The patience, Cope explains, “had to deal with understanding the inalienable right of Native Americans to have a gaming enterprise.” He’s tried to help other tribes obtain recognition, without success, noting that in order to succeed one must have both land and a compact with the state “and all that takes time.” Both the Shingle Springs and Pokagon bands already had federal status and the former had the acreage, too, while the Pokagon had a court order allowing them to repurchase ancestral territory.


“We just didn’t realize it was going to take so long to open a casino,” Cope reflects, adding that several years were occupied with fighting lawsuits and obtaining regulatory approval. He points to a Lakes project in the San Diego area that still hasn’t been approved, even though Lakes has been laboring on it for a decade.


Unlike some industry leaders who flit from one idea to another, Cope advises a steady course. “Patience is a virtue, but if you know you’re going to be successful, it’s worth the wait.” After all, tribes are “used to waiting for tens and hundreds of years.” Once that casino is open, “it’s theirs forever.”


One realm in which Lakes was a little too far ahead of the curve, Cope thinks, was online poker. He believes Internet poker will be legitimized, first at the state level and then federally, adding that Uncle Sam would be better served by taxing online gambling now “than fighting it forever.”


However, Lakes’ World Poker Tour “put us in an awkward position where we couldn’t be involved in an Internet company that was headquartered offshore,” especially since online play inhabits a legal gray area and is domestically exploitable. “We may get involved again but,” having spun off the WPT, “at this time there are no plans.”

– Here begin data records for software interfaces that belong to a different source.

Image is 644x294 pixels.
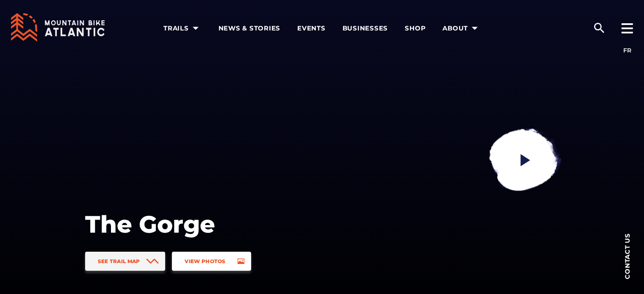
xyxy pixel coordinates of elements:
span: News & Stories [219,24,281,32]
span: View Photos [185,258,225,264]
ion-icon: arrow dropdown [190,22,202,34]
ion-icon: arrow dropdown [468,22,481,34]
a: See Trail Map [85,252,165,270]
h1: The Gorge [85,209,356,239]
span: Events [297,24,325,32]
ion-icon: play [517,152,533,168]
a: Contact us [610,220,644,292]
span: Shop [405,24,425,32]
span: About [442,24,481,32]
span: Businesses [342,24,388,32]
ion-icon: search [592,21,606,35]
span: See Trail Map [98,258,140,264]
a: View Photos [172,252,250,270]
span: Contact us [624,233,630,279]
span: Trails [163,24,202,32]
a: FR [623,46,631,54]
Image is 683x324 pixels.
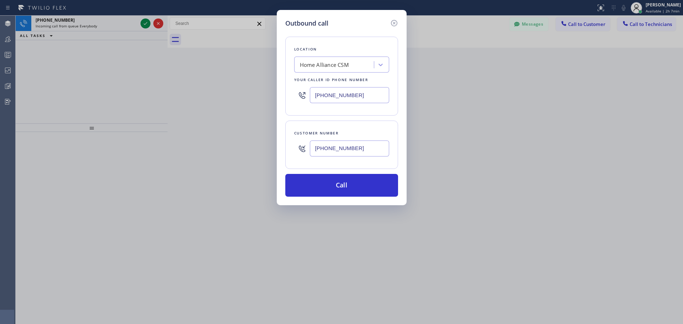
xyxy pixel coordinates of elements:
[294,46,389,53] div: Location
[294,76,389,84] div: Your caller id phone number
[285,174,398,197] button: Call
[310,87,389,103] input: (123) 456-7890
[310,141,389,157] input: (123) 456-7890
[300,61,349,69] div: Home Alliance CSM
[294,130,389,137] div: Customer number
[285,19,328,28] h5: Outbound call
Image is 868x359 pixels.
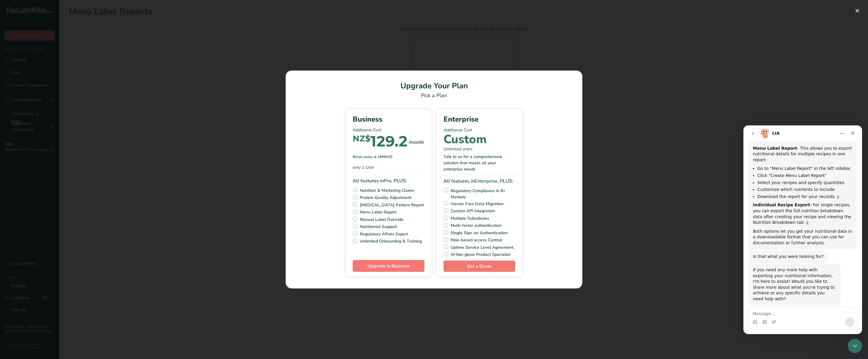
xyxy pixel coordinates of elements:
[384,177,391,184] b: Pro
[743,125,862,334] iframe: Intercom live chat
[353,177,424,184] div: All features in , PLUS:
[360,231,408,238] span: Regulatory Affairs Expert
[360,216,404,223] span: Manual Label Override
[353,133,370,144] span: NZ$
[451,187,515,200] span: Regulatory Compliance in 8+ Markets
[443,177,515,185] div: All features in , PLUS:
[353,260,424,272] button: Upgrade to Business
[293,80,575,92] h1: Upgrade Your Plan
[475,178,498,184] b: Enterprise
[443,127,515,133] p: Additional Cost
[443,146,472,152] span: Unlimited users
[451,207,495,215] span: Custom API Integration
[467,263,491,270] span: Get a Quote
[360,194,412,202] span: Protein Quality Adjustment
[451,236,502,244] span: Role-based access Control
[848,339,862,353] iframe: Intercom live chat
[353,164,374,171] span: only 1 User
[360,187,415,194] span: Nutrition & Marketing Claims
[409,139,424,146] div: /month
[360,223,397,231] span: Nutritionist Support
[451,244,514,251] span: Uptime Service Level Agreement
[360,202,424,209] span: [MEDICAL_DATA] Pattern Report
[443,136,487,144] div: Custom
[360,238,422,245] span: Unlimited Onboarding & Training
[360,208,396,216] span: Menu Label Report
[353,114,424,125] div: Business
[451,215,489,222] span: Multiple Subsidaries
[293,92,575,100] div: Pick a Plan
[443,114,515,125] div: Enterprise
[443,153,515,172] div: Talk to us for a comprehensive solution that meets all your enterprise needs
[451,200,503,208] span: Hassle Free Data Migration
[451,229,507,236] span: Single Sign-on Authentication
[443,261,515,273] a: Get a Quote
[353,154,424,160] div: Billed yearly at 1899NZ$
[451,222,502,229] span: Multi-factor authentication
[368,263,409,269] span: Upgrade to Business
[353,127,424,133] p: Additional Cost
[353,136,408,149] div: 129.2
[451,251,511,258] span: White-glove Product Specialist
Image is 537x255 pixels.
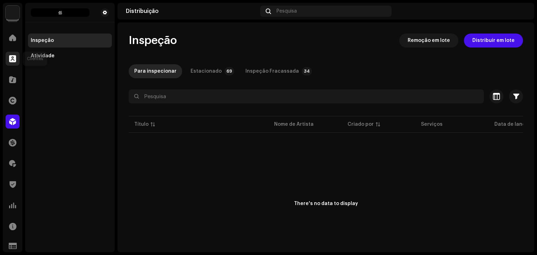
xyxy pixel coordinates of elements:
[6,6,20,20] img: c86870aa-2232-4ba3-9b41-08f587110171
[129,90,484,104] input: Pesquisa
[302,67,312,76] p-badge: 34
[28,49,112,63] re-m-nav-item: Atividade
[134,64,177,78] div: Para inspecionar
[400,34,459,48] button: Remoção em lote
[191,64,222,78] div: Estacionado
[464,34,523,48] button: Distribuir em lote
[28,34,112,48] re-m-nav-item: Inspeção
[129,34,177,48] span: Inspeção
[473,34,515,48] span: Distribuir em lote
[126,8,258,14] div: Distribuição
[277,8,297,14] span: Pesquisa
[294,200,358,208] div: There's no data to display
[225,67,234,76] p-badge: 69
[31,8,90,17] img: c6f85260-b54e-4b60-831c-5db41421b95e
[31,53,55,59] div: Atividade
[408,34,450,48] span: Remoção em lote
[246,64,299,78] div: Inspeção Fracassada
[31,38,54,43] div: Inspeção
[515,6,526,17] img: 25800e32-e94c-4f6b-8929-2acd5ee19673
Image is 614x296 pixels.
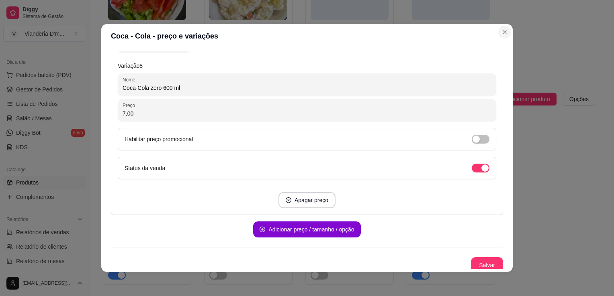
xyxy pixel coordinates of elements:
[498,26,511,39] button: Close
[122,84,491,92] input: Nome
[124,136,193,143] label: Habilitar preço promocional
[286,198,291,203] span: close-circle
[278,192,335,208] button: close-circleApagar preço
[101,24,512,48] header: Coca - Cola - preço e variações
[122,102,138,109] label: Preço
[118,63,143,69] span: Variação 8
[124,165,165,171] label: Status da venda
[122,110,491,118] input: Preço
[259,227,265,233] span: plus-circle
[471,257,503,273] button: Salvar
[122,76,138,83] label: Nome
[253,222,360,238] button: plus-circleAdicionar preço / tamanho / opção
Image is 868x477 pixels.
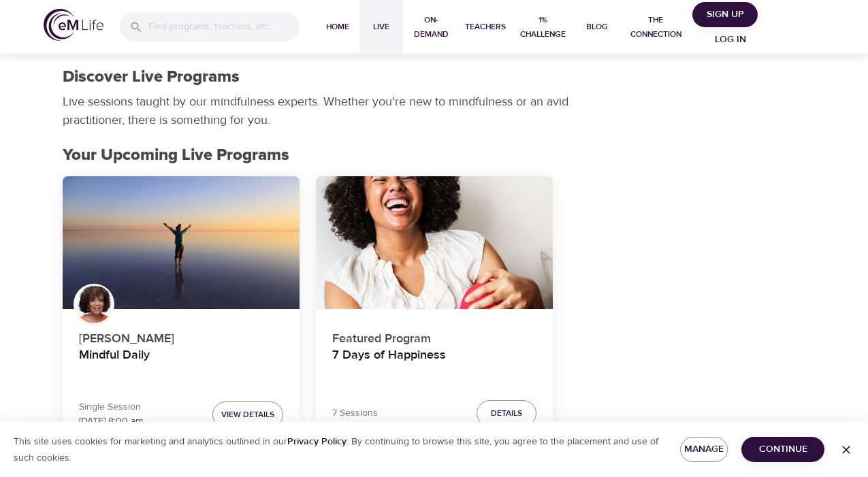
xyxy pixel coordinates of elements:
span: Log in [703,31,758,48]
span: Blog [581,20,614,34]
p: Live sessions taught by our mindfulness experts. Whether you're new to mindfulness or an avid pra... [62,93,573,129]
p: Single Session [79,400,143,415]
span: The Connection [624,13,687,42]
span: 1% Challenge [517,13,570,42]
p: [PERSON_NAME] [79,324,284,348]
span: On-Demand [408,13,454,42]
h4: Mindful Daily [79,348,284,381]
button: Manage [680,436,729,462]
h2: Your Upcoming Live Programs [62,145,807,165]
h1: Discover Live Programs [62,67,239,87]
button: View Details [213,401,284,428]
span: Home [321,20,354,34]
span: Sign Up [698,6,753,23]
img: logo [43,9,103,41]
span: Manage [691,441,718,458]
button: Mindful Daily [62,177,300,310]
a: Privacy Policy [287,435,347,448]
span: Details [491,406,522,420]
input: Find programs, teachers, etc... [148,12,300,42]
button: Continue [741,436,825,462]
button: Details [477,400,536,427]
p: Featured Program [332,324,536,348]
span: View Details [221,407,274,421]
span: Live [365,20,398,34]
p: [DATE] 8:00 am [79,415,143,429]
span: Teachers [465,20,506,34]
p: 7 Sessions [332,406,378,420]
button: Log in [698,27,763,52]
button: Sign Up [692,2,758,27]
h4: 7 Days of Happiness [332,348,536,381]
button: 7 Days of Happiness [316,177,553,310]
span: Continue [753,441,814,458]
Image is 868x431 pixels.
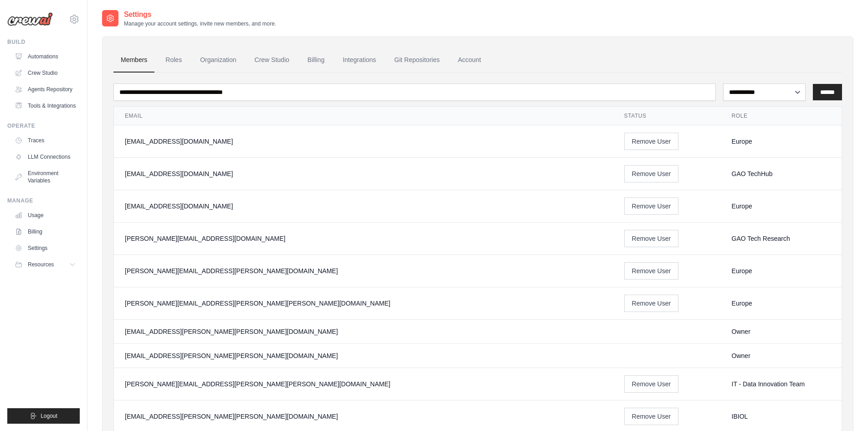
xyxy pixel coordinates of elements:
[732,327,831,336] div: Owner
[11,241,80,255] a: Settings
[28,261,54,268] span: Resources
[732,351,831,361] div: Owner
[624,295,679,312] button: Remove User
[125,299,603,308] div: [PERSON_NAME][EMAIL_ADDRESS][PERSON_NAME][PERSON_NAME][DOMAIN_NAME]
[11,208,80,223] a: Usage
[732,169,831,178] div: GAO TechHub
[125,169,603,178] div: [EMAIL_ADDRESS][DOMAIN_NAME]
[624,230,679,247] button: Remove User
[613,107,721,126] th: Status
[124,9,276,20] h2: Settings
[11,66,80,81] a: Crew Studio
[7,122,80,130] div: Operate
[732,202,831,210] div: Europe
[7,197,80,205] div: Manage
[11,49,80,64] a: Automations
[387,48,447,73] a: Git Repositories
[41,412,57,419] span: Logout
[125,234,603,243] div: [PERSON_NAME][EMAIL_ADDRESS][DOMAIN_NAME]
[11,224,80,239] a: Billing
[7,12,53,26] img: Logo
[732,234,831,243] div: GAO Tech Research
[125,137,603,146] div: [EMAIL_ADDRESS][DOMAIN_NAME]
[732,137,831,146] div: Europe
[624,408,679,425] button: Remove User
[336,48,384,73] a: Integrations
[624,165,679,182] button: Remove User
[624,133,679,150] button: Remove User
[624,375,679,393] button: Remove User
[624,262,679,279] button: Remove User
[125,327,603,336] div: [EMAIL_ADDRESS][PERSON_NAME][PERSON_NAME][DOMAIN_NAME]
[193,48,244,73] a: Organization
[11,149,80,164] a: LLM Connections
[7,38,80,46] div: Build
[7,409,80,424] button: Logout
[158,48,189,73] a: Roles
[11,166,80,188] a: Environment Variables
[114,48,154,73] a: Members
[732,266,831,276] div: Europe
[124,20,276,28] p: Manage your account settings, invite new members, and more.
[732,412,831,421] div: IBIOL
[247,48,297,73] a: Crew Studio
[732,379,831,389] div: IT - Data Innovation Team
[125,379,603,389] div: [PERSON_NAME][EMAIL_ADDRESS][PERSON_NAME][PERSON_NAME][DOMAIN_NAME]
[721,107,842,126] th: Role
[11,82,80,97] a: Agents Repository
[11,134,80,148] a: Traces
[624,197,679,215] button: Remove User
[125,351,603,361] div: [EMAIL_ADDRESS][PERSON_NAME][PERSON_NAME][DOMAIN_NAME]
[125,202,603,210] div: [EMAIL_ADDRESS][DOMAIN_NAME]
[125,266,603,276] div: [PERSON_NAME][EMAIL_ADDRESS][PERSON_NAME][DOMAIN_NAME]
[300,48,332,73] a: Billing
[11,257,80,272] button: Resources
[125,412,603,421] div: [EMAIL_ADDRESS][PERSON_NAME][PERSON_NAME][DOMAIN_NAME]
[732,299,831,308] div: Europe
[451,48,489,73] a: Account
[114,107,613,126] th: Email
[11,99,80,113] a: Tools & Integrations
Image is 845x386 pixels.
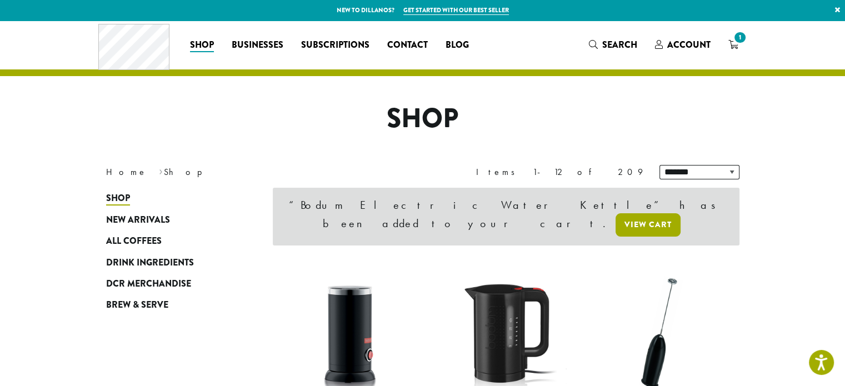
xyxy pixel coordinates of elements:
nav: Breadcrumb [106,166,406,179]
div: “Bodum Electric Water Kettle” has been added to your cart. [273,188,740,246]
span: Shop [190,38,214,52]
span: › [159,162,163,179]
span: 1 [733,30,748,45]
span: Drink Ingredients [106,256,194,270]
a: Shop [106,188,240,209]
span: Contact [387,38,428,52]
span: Blog [446,38,469,52]
a: Shop [181,36,223,54]
a: New Arrivals [106,210,240,231]
span: DCR Merchandise [106,277,191,291]
a: View cart [616,213,681,237]
span: Shop [106,192,130,206]
div: Items 1-12 of 209 [476,166,643,179]
span: Brew & Serve [106,298,168,312]
span: New Arrivals [106,213,170,227]
a: Get started with our best seller [404,6,509,15]
span: Account [668,38,711,51]
a: Home [106,166,147,178]
span: All Coffees [106,235,162,248]
span: Subscriptions [301,38,370,52]
a: Brew & Serve [106,295,240,316]
a: All Coffees [106,231,240,252]
a: Search [580,36,646,54]
a: DCR Merchandise [106,273,240,295]
a: Drink Ingredients [106,252,240,273]
h1: Shop [98,103,748,135]
span: Businesses [232,38,283,52]
span: Search [602,38,637,51]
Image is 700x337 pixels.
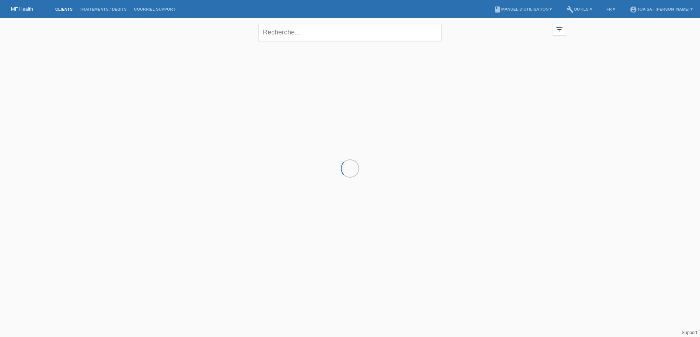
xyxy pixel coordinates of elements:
a: account_circleTOA SA - [PERSON_NAME] ▾ [626,7,696,11]
a: Clients [52,7,76,11]
a: Traitements / débits [76,7,130,11]
a: FR ▾ [603,7,619,11]
a: Support [681,330,697,335]
i: account_circle [629,6,637,13]
input: Recherche... [258,24,441,41]
i: filter_list [555,25,563,33]
i: build [566,6,573,13]
a: buildOutils ▾ [563,7,595,11]
a: bookManuel d’utilisation ▾ [490,7,555,11]
a: Courriel Support [130,7,179,11]
i: book [494,6,501,13]
a: MF Health [11,6,33,12]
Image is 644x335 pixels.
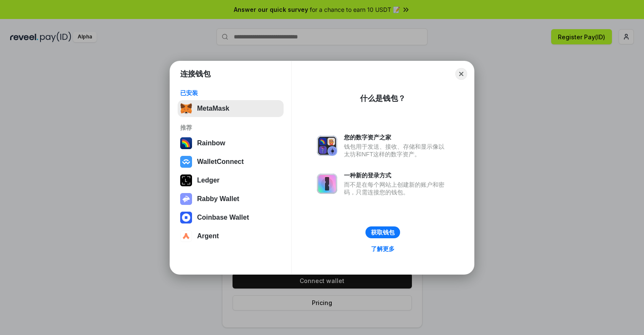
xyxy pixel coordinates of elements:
div: MetaMask [197,105,230,112]
img: svg+xml,%3Csvg%20fill%3D%22none%22%20height%3D%2233%22%20viewBox%3D%220%200%2035%2033%22%20width%... [181,103,192,115]
img: svg+xml,%3Csvg%20xmlns%3D%22http%3A%2F%2Fwww.w3.org%2F2000%2Fsvg%22%20width%3D%2228%22%20height%3... [181,175,192,187]
div: 一种新的登录方式 [345,172,449,179]
button: Rabby Wallet [178,191,284,207]
div: 了解更多 [371,246,395,252]
div: 而不是在每个网站上创建新的账户和密码，只需连接您的钱包。 [345,181,449,196]
div: 已安装 [181,89,282,97]
div: 您的数字资产之家 [345,134,449,141]
button: Ledger [178,172,284,189]
div: 什么是钱包？ [360,93,405,103]
button: Rainbow [178,135,284,151]
div: Argent [197,233,219,240]
div: 钱包用于发送、接收、存储和显示像以太坊和NFT这样的数字资产。 [345,142,449,158]
img: svg+xml,%3Csvg%20xmlns%3D%22http%3A%2F%2Fwww.w3.org%2F2000%2Fsvg%22%20fill%3D%22none%22%20viewBox... [317,174,338,194]
button: 获取钱包 [366,227,401,239]
img: svg+xml,%3Csvg%20width%3D%2228%22%20height%3D%2228%22%20viewBox%3D%220%200%2028%2028%22%20fill%3D... [181,230,192,243]
div: Ledger [197,177,220,185]
img: svg+xml,%3Csvg%20width%3D%2228%22%20height%3D%2228%22%20viewBox%3D%220%200%2028%2028%22%20fill%3D... [181,156,192,168]
button: WalletConnect [178,153,284,170]
img: svg+xml,%3Csvg%20xmlns%3D%22http%3A%2F%2Fwww.w3.org%2F2000%2Fsvg%22%20fill%3D%22none%22%20viewBox... [317,136,338,156]
button: Coinbase Wallet [178,209,284,226]
a: 了解更多 [366,244,400,254]
div: Coinbase Wallet [197,214,249,221]
button: Argent [178,228,284,245]
div: 获取钱包 [371,229,395,236]
img: svg+xml,%3Csvg%20xmlns%3D%22http%3A%2F%2Fwww.w3.org%2F2000%2Fsvg%22%20fill%3D%22none%22%20viewBox... [181,194,192,205]
img: svg+xml,%3Csvg%20width%3D%2228%22%20height%3D%2228%22%20viewBox%3D%220%200%2028%2028%22%20fill%3D... [181,212,192,224]
button: Close [456,68,467,80]
button: MetaMask [178,100,284,117]
div: Rainbow [197,140,226,147]
div: 推荐 [181,124,282,132]
div: Rabby Wallet [197,195,240,202]
div: WalletConnect [197,158,244,166]
h1: 连接钱包 [181,69,211,79]
img: svg+xml,%3Csvg%20width%3D%22120%22%20height%3D%22120%22%20viewBox%3D%220%200%20120%20120%22%20fil... [181,138,192,149]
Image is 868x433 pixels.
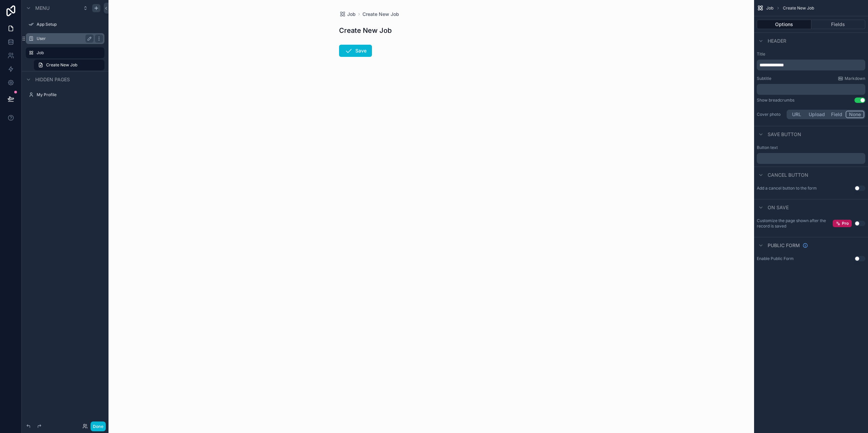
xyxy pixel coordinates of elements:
[90,421,106,431] button: Done
[347,11,355,18] span: Job
[782,5,814,11] span: Create New Job
[756,59,865,70] div: scrollable content
[768,204,789,211] span: On save
[756,84,865,95] div: scrollable content
[768,242,799,249] span: Public form
[756,20,811,29] button: Options
[768,131,801,138] span: Save button
[756,76,771,82] label: Subtitle
[756,186,816,191] label: Add a cancel button to the form
[756,52,865,57] label: Title
[34,59,104,70] a: Create New Job
[756,256,793,261] div: Enable Public Form
[35,76,70,83] span: Hidden pages
[844,76,865,82] span: Markdown
[35,5,49,12] span: Menu
[846,111,864,118] button: None
[36,92,103,98] label: My Profile
[362,11,399,18] a: Create New Job
[756,98,794,103] div: Show breadcrumbs
[36,22,103,27] label: App Setup
[828,111,846,118] button: Field
[756,145,778,150] label: Button text
[36,36,91,42] label: User
[36,50,100,55] label: Job
[339,11,355,18] a: Job
[842,221,849,227] span: Pro
[768,172,808,179] span: Cancel button
[756,112,784,117] label: Cover photo
[756,218,833,229] label: Customize the page shown after the record is saved
[756,153,865,164] div: scrollable content
[806,111,828,118] button: Upload
[339,25,392,35] h1: Create New Job
[838,76,865,82] a: Markdown
[768,38,786,45] span: Header
[766,5,773,11] span: Job
[811,20,866,29] button: Fields
[787,111,806,118] button: URL
[46,62,77,68] span: Create New Job
[339,45,372,57] button: Save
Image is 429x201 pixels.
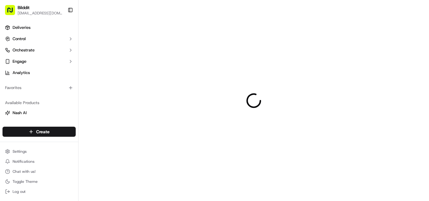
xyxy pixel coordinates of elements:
[3,167,76,176] button: Chat with us!
[3,187,76,196] button: Log out
[13,59,26,64] span: Engage
[3,119,76,129] button: Fleet
[3,108,76,118] button: Nash AI
[3,56,76,67] button: Engage
[3,3,65,18] button: Bilddit[EMAIL_ADDRESS][DOMAIN_NAME]
[36,129,50,135] span: Create
[13,189,25,194] span: Log out
[13,149,27,154] span: Settings
[3,45,76,55] button: Orchestrate
[13,47,35,53] span: Orchestrate
[5,121,73,127] a: Fleet
[13,159,35,164] span: Notifications
[3,34,76,44] button: Control
[13,25,30,30] span: Deliveries
[3,127,76,137] button: Create
[13,169,35,174] span: Chat with us!
[3,147,76,156] button: Settings
[13,36,26,42] span: Control
[18,4,29,11] button: Bilddit
[13,110,27,116] span: Nash AI
[3,177,76,186] button: Toggle Theme
[3,23,76,33] a: Deliveries
[5,110,73,116] a: Nash AI
[18,11,62,16] button: [EMAIL_ADDRESS][DOMAIN_NAME]
[3,68,76,78] a: Analytics
[3,98,76,108] div: Available Products
[3,83,76,93] div: Favorites
[13,70,30,76] span: Analytics
[3,157,76,166] button: Notifications
[13,179,38,184] span: Toggle Theme
[13,121,22,127] span: Fleet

Now living in Golden Valley, Minn., Cope and wife Cathy are enjoying parenthood … and grandparenthood. They have three daughters, Maggie, Molly and Jill, and twin grandsons are expected June, with “three more [grandchildren] on the way.” In the spare time he has, Cope enjoys tennis but doesn’t get to play as much anymore. Of his role at Lakes he says, “It seems like this is my life.”